Recent SDG assessment studies at the global scale and national scale provide useful insights on how far we are from the UN goals, but few research examined the driving factors. Although it is common sense that domestic policy and resource endowment play a large role in determining the local sustainable development trajectory and levels, we were wondering if other factors outside of a country or region may also shape sustainability’s path. We raised this question because our team has a long tradition of system thinking, and an integrated framework of metacoupling (human-nature interactions within as well as between adjacent and distant places, such as international trade and financial flows) developed by Professor Jianguo “Jack” Liu further inspired us to wonder how impacts from inside and outside of a focal system can influence sustainable development. 

In a globalized world, international trade has been playing an important role in facilitating socio-environmental interactions among countries. Dr. Zhenci Xu, a former Ph.D. student in the Center for Systems Integration and Sustainability at Michigan State University and now a research associate at the University of Michigan, and I thought it would be a great idea to investigate how one country’s action may affect the efforts towards SDGs in another country via trade. The impacts can be very complex because trade can facilitate efficient global resource consumption, stimulate economic growth, and improve social welfare. However, trade is also criticized for inducing negative socio-environmental impacts, for instance, contributing to carbon leakage, biodiversity loss, and deforestation in loose environmental regulation countries, and thus exacerbating environmental and socio-economic inequality between countries. To uncover the complex consequences of trade on sustainability, integrating the metacoupling framework and the UN’s SDG indicator framework would provide a unique perspective, as Prof. Liu suggested.
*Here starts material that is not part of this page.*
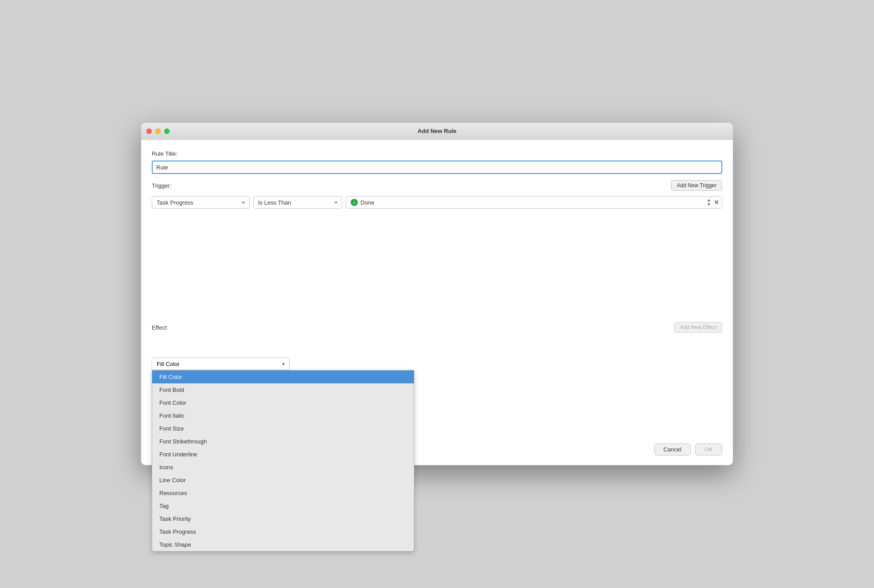  What do you see at coordinates (283, 390) in the screenshot?
I see `dropdown-item-font-bold: Font Bold` at bounding box center [283, 390].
Virtual water embedded in international trade

Building on our previous work on SDG assessment published in Nature, and an earlier study on global trade analysis, we selected nine environment-related SDG targets that were likely affected by trade and for which there are clear quantitative metrics. These targets are part of goals that address sustainable water use, energy, economic growth, industrialization, forest management, consumption and production, and climate change. The analyses found at the global level international trade improved the global performance in achieving the SDG targets. However, our calculations also revealed that trade improved the SDG scores of most of the evaluated developed countries but reduced the SDG scores of most of the evaluated developing countries. It becomes clear that one nation’s sustainability progress is not only dependent on deliberate actions within the nation, but also impacted by others. Surprisingly, our scenario analyses found SDGs scores of developed countries would sink lower than those of developing countries after excluding the function of trade in the current world. More interestingly, our results indicate distant trade among countries plays a larger role than adjacent trade in shaping global sustainability. This finding further highlights the urgent need to investigate the often ignored “telecouplings’ (human-nature interactions over distances) in affecting socioeconomic and environmental systems, and global sustainability.

The findings from this study can have substantial implications for rethinking global environmental governance and inform policymakers to look into the global supply chain and take a flow-based approach that considers a place in light of its relationships with other places, by tracking and managing where key transboundary impact flows start, progress, and end.